Hot Take: Private parks set a perilous precedent

Look. I love nature and public space and all, but parks funded by private donors set a very bad precedent.

First, it reinforces the idea that parks are “extra”, not something that the City itself should invest in. It makes the creation of new parks (and the resources allotted to them) dependent on the whims of wealthy donors and not solid urban planning principles. It’s unpleasantly reminiscent of local improvement charges, i. e. rich homeowners paying to spruce up their own neighbourhood.

I’m afraid this will continue to marginalize places that aren’t tourist hotspots, scenic landscapes, or up-and-coming neighbourhoods. Not every park can be as exciting as the Don Valley or Rail Deck Park or whatever they’re calling Under Gardiner. Not every park has to be. Parks shouldn’t just be attractions people visit on special occasions, like the zoo. They should also be a part of everyday life.

Green space is an urban amenity as essential as libraries and clean water. Aside from parks’ importance for health and the environment, they are valuable in their own right as public space. They’re places where you can loiter, sleep, relax, exercise, cool down, picnic, socialize, drink covertly, collect beer cans…all without having to buy anything. For many city dwellers, parks are our backyards.

Public-services-as-philanthropy leaves less glamorous needs by the wayside. Currently playground equipment is only replaced every 30 years (up from 60). Not to mention other things than parks, as Danny Brown notes on Twitter. No one is donating to reduce the TTC or TCHC SOGR backlog.

The whole thing is part of a larger trend towards valuing public services only insofar as they make money. Financial worth may seem more tangible, but it is not the only kind of worth. There are many things—public transit, parks, and more—whose value can’t be measured in dollars. They should not have to turn a profit. People freaking love parks and libraries. It should be possible to fund them sustainably, by increasing the City’s main source of revenue—property taxes—instead of relying on occasional windfalls.

In this pared-down vision of city government, services that cannot pay for themselves must be shuffled off to beneficient private donors, corporations, charities, or non-profits. It’s not because these things would be better off in someone else’s hands. It’s just an attempt to make it Someone Else’s Problem. “Screw you, I got mine.”

It’s a small, mean, insular way of thinking and I hate it. Enough said.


■ Work order
The expected response is a copy of every line in the entries below that includes the word "cerebellum".

====================

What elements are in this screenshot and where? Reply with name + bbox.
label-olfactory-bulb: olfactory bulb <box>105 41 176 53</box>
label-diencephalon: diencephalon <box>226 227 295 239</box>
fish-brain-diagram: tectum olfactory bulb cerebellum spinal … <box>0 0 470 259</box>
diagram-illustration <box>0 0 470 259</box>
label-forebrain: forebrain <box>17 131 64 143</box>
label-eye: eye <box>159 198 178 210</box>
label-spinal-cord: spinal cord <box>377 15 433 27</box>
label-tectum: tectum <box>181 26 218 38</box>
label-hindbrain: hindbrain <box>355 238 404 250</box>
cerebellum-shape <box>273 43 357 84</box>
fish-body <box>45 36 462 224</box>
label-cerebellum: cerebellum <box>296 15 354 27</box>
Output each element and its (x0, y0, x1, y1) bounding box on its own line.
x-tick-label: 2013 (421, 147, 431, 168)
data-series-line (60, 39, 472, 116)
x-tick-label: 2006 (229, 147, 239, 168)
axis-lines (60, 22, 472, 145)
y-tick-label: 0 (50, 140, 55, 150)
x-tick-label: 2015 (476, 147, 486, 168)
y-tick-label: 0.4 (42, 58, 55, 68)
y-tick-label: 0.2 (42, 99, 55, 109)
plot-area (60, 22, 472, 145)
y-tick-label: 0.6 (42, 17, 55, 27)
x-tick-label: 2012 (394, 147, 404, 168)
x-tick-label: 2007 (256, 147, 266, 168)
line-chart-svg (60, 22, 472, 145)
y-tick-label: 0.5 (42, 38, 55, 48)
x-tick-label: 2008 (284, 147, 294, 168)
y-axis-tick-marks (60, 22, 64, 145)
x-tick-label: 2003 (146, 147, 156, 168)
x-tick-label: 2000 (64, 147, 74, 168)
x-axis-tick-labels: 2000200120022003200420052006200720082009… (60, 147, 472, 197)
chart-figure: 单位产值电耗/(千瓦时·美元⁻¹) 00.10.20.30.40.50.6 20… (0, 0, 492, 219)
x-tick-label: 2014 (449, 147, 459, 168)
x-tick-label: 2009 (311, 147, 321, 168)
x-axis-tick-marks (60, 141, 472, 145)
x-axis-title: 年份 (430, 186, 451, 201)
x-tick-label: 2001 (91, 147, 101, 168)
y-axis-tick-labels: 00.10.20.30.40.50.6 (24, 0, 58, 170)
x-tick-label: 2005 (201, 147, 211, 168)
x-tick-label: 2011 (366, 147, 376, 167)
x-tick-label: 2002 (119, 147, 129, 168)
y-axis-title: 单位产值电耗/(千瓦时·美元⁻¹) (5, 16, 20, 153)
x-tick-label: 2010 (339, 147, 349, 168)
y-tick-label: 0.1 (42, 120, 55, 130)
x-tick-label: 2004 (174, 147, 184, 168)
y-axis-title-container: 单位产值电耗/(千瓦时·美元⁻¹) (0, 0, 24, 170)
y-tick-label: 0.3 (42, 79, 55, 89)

====================

■ Solved exercise
fish-brain-diagram: tectum olfactory bulb cerebellum spinal … <box>0 0 470 259</box>
cerebellum-shape <box>273 43 357 84</box>
label-cerebellum: cerebellum <box>296 15 354 27</box>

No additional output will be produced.